1971 Sylmar earthquake was wake-up call for building safety in Los Angeles

Phillip Palmer Image
Wednesday, February 10, 2021
1971 Sylmar earthquake was wake-up call for building safety in LA
It was 12 seconds of shaking that felt like a lifetime. The Sylmar temblor that struck 50 years ago was a wake-up call that changed building safety in L.A.

SYLMAR, LOS ANGELES (KABC) -- Twelve seconds of shaking that felt like a lifetime. The Sylmar earthquake woke Southern California up to the dangers of construction that could not stand up to the 6.6 magnitude shaking.



Sixty-five people were killed that day on Feb. 9, 1971 and thousands more were injured. The earthquake left more than half a billion dollars of damage in its wake.



Two hospitals collapsed, including the old Olive View Hospital, which had opened its doors only four months before and was considered at the time to be modern, state-of-the-art construction.



The problem? Many of the structures were made with what's known as non-ductile concrete.



"It doesn't have the structural capacity or flexibility to go through the deformations that are the result of an earthquake," says Ken O'Dell of the Structural Engineers Association of Southern California.



RELATED: Sylmar earthquake marked turning point in understanding quakes


The 1971 Sylmar earthquake marked a major turning point in understanding the science behind earthquakes. Scientists are using what they learned 50 years ago to make us safer today.


Lessons learned from California earthquakes often lead to new legislation to shore up seismic safety. In 1933, the Long Beach earthquake damaged thousands of public schools that were constructed with unreinforced masonry -- basically bricks, that collapsed into rubble. New laws led to safer schools and only thirteen schools were damaged in the 1971 Sylmar earthquake.



In 2015, the city of Los Angeles enacted a mandatory retrofit program for non-ductile concrete buildings. The Department of Building and Safety has identified 1,322 of those buildings in the city. Building owners have 25 years to complete the retrofit process.



"Construction practices change over time," says O'Dell. "Not just, 'Oh, something happens and everything moving forward is going to be perfect - everything in the past is bad.' You have to be able to balance that out."



In the city of Los Angeles, about 46% of non-ductile concrete buildings are past due on step one of retrofitting. The neighborhoods with the most buildings in need of retrofitting are in downtown, the Wholesale District and Westlake.





The Lane Building in downtown Los Angeles is in the midst of a year-long retrofitting process. Once completed, it will provide the building with a new skeleton, in a sense, stretching from the ground to the roof.



"The original building probably had rebar spacing like this," says O'Dell.



The destruction of the old Olive View Hospital and the old Veterans Administration Hospital in the Sylmar quake led to the Hospital Safety Act, which requires hospitals to be built to remain functional after large earthquakes.



RELATED: Sylmar quake anniversary a good reminder to get insurance, prepare your home


The 50th anniversary of the Sylmar earthquake is a good reminder to make sure your home is prepared for the next big one and that you have proper insurance.


Brian Olson is an engineering geologist with the California Geological Survey, which is tasked with mapping faults across the state.



"Because the surface faults broke to the ground in an urban area of Los Angeles, it was the first time we've ever really seen that in California in historic time," says Olson. "And so it revealed how susceptible construction and buildings are to surface fault rupture."



The Alquist-Priolo Earthquake Fault Zone Act was enacted after the 1971 Sylmar earthquake. It's meant to prevent the construction of structures for human occupancy on top of an active fault.



Check here to see if your home is within an active earthquake fault zone.



"If they are found, the strategy is to take the house and move it off the fault completely," says Olson.



"Every earthquake teaches us something," says O'Dell. "We don't have to wait for the next earthquake. We can continue the conversation, continue to engage in the community and work together to actually create that solution that serves the community more than just serving the building."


• Directions for this task:
Show each line in the listing below that contains the word "Location".

• Data for the task:
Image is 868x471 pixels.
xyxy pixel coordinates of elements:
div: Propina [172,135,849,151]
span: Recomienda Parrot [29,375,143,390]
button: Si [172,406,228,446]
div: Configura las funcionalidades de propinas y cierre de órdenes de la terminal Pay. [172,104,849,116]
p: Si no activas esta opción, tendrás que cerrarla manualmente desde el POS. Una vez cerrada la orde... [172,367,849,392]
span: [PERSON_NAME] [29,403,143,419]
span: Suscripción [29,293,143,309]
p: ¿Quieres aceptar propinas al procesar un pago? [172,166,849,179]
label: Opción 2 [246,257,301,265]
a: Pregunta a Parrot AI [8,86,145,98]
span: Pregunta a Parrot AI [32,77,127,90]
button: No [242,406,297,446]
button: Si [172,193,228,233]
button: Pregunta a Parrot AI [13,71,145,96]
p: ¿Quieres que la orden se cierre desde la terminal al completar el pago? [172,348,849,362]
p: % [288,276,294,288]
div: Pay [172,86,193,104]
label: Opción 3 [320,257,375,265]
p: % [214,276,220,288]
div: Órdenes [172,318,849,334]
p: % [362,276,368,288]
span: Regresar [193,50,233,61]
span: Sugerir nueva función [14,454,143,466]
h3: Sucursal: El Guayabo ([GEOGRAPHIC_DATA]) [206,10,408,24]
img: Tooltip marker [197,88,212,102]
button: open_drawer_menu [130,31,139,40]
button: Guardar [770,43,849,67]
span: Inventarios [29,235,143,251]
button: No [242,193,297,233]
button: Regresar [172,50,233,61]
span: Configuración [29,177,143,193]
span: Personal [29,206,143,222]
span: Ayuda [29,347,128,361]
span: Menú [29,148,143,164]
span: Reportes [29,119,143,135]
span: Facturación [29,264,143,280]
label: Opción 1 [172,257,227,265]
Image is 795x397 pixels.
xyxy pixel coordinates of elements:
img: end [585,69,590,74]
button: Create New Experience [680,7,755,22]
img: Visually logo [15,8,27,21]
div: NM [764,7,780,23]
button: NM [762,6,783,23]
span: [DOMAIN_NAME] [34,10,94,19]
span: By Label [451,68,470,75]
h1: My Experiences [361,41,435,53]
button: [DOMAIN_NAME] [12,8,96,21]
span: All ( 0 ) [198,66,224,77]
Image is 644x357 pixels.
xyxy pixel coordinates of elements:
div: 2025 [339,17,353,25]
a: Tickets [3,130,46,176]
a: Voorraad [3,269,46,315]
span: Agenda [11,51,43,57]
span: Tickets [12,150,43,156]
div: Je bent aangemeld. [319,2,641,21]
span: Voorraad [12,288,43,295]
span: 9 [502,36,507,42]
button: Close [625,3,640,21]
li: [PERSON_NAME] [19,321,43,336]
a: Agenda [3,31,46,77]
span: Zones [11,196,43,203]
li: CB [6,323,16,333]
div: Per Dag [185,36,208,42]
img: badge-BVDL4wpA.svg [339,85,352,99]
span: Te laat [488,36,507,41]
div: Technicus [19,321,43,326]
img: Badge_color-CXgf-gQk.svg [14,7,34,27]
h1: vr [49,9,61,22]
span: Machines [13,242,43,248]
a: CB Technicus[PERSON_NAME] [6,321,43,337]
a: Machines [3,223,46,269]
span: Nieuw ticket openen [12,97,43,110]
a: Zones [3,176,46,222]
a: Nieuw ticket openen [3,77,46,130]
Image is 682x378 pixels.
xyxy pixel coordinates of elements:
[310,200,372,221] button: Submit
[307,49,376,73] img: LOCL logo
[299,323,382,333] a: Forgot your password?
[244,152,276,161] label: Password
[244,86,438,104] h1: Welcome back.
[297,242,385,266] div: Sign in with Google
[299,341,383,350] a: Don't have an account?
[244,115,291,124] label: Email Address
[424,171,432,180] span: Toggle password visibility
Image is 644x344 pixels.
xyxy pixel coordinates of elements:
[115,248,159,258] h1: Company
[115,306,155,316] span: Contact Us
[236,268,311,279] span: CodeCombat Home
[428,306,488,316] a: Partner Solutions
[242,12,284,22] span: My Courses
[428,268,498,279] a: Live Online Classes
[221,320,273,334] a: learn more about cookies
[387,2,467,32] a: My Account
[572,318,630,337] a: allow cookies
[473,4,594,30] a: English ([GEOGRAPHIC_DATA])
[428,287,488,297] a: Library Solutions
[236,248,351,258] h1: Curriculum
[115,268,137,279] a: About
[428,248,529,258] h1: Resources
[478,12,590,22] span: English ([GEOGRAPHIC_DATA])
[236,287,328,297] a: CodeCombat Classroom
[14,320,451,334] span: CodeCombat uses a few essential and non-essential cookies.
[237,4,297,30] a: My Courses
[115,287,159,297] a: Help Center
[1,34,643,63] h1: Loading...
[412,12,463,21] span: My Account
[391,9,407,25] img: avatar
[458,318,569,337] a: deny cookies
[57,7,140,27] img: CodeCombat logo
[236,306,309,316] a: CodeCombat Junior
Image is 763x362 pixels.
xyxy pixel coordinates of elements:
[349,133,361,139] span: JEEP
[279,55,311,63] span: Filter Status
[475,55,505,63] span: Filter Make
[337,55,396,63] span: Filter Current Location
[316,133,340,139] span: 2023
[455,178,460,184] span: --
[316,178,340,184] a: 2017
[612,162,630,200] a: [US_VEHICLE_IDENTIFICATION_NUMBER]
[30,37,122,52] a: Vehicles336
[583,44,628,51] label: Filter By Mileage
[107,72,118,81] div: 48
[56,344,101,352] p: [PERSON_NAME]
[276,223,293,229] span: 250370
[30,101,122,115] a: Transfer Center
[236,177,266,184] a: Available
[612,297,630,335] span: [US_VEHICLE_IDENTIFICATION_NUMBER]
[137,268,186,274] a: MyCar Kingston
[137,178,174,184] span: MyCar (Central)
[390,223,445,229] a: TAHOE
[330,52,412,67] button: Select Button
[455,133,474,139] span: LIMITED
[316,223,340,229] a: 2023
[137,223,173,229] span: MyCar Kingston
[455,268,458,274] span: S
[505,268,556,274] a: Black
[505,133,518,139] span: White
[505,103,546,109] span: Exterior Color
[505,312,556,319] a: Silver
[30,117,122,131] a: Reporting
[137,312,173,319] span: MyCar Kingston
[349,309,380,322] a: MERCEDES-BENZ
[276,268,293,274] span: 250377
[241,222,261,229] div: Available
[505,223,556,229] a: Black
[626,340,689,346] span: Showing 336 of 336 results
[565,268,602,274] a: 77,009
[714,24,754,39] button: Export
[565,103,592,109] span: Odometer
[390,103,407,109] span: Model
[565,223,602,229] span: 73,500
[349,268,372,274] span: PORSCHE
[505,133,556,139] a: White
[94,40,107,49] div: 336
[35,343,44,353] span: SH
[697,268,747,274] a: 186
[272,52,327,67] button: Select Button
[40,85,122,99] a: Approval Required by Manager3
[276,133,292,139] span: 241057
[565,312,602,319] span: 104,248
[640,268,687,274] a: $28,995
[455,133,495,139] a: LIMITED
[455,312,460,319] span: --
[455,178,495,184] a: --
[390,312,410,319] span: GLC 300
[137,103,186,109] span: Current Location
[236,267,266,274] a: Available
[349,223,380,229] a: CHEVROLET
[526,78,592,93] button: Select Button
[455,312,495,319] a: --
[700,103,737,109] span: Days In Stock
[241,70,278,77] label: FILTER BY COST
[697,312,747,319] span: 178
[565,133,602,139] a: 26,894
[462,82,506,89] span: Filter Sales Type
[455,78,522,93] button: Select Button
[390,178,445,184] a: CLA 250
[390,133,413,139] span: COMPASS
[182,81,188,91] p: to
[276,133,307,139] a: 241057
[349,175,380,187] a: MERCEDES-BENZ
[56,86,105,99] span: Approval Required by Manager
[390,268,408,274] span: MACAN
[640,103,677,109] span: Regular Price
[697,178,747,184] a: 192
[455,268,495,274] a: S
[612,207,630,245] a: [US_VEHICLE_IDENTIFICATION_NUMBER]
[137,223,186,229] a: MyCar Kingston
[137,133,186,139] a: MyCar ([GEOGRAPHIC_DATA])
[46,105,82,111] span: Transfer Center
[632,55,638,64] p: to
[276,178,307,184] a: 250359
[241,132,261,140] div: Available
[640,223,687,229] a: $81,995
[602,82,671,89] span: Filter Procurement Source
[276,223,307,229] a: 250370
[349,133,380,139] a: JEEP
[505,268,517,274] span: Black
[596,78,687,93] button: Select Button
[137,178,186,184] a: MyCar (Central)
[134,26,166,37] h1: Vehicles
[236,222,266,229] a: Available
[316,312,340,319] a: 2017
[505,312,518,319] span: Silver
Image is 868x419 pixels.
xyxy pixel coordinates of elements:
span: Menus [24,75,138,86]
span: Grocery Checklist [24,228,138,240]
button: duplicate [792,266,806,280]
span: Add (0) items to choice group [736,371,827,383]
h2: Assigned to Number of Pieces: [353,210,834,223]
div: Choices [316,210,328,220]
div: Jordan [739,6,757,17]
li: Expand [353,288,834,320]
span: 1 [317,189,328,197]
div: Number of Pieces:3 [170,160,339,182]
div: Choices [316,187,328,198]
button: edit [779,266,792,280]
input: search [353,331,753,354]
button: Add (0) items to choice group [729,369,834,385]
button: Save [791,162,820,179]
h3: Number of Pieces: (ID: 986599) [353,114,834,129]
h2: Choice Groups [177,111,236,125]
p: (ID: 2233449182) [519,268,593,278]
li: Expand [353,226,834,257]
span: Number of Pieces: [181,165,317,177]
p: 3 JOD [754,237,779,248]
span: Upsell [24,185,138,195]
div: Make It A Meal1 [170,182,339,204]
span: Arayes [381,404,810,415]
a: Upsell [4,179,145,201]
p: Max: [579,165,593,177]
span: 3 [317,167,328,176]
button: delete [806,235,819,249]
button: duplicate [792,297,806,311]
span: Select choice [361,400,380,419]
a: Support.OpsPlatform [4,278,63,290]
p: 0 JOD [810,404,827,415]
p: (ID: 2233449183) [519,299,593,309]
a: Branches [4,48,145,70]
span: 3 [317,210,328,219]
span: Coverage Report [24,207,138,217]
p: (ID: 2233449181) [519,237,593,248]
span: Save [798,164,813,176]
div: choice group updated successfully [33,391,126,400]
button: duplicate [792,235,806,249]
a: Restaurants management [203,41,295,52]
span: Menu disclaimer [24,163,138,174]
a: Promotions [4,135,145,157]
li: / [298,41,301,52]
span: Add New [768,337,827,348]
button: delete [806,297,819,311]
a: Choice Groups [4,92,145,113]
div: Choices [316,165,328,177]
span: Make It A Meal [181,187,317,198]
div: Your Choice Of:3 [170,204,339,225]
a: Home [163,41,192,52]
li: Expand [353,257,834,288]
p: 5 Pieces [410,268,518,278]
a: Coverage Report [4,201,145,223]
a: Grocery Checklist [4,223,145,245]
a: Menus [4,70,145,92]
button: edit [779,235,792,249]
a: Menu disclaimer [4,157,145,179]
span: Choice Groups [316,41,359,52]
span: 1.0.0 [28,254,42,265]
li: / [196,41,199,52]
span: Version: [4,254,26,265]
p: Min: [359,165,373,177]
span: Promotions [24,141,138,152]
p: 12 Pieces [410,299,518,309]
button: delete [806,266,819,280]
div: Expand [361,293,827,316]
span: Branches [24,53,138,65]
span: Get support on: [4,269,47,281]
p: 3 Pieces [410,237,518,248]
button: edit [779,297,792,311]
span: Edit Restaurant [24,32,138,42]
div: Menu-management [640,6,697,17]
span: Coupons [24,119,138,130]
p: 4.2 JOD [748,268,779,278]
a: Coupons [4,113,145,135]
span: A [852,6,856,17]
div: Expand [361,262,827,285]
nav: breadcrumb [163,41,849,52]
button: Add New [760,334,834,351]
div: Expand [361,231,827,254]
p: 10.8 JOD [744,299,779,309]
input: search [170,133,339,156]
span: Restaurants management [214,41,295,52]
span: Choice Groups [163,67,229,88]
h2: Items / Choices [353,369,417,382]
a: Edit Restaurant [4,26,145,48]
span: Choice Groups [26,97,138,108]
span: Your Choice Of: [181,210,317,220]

• Result of the exercise:
[337,55,396,63] span: Filter Current Location
[137,103,186,109] span: Current Location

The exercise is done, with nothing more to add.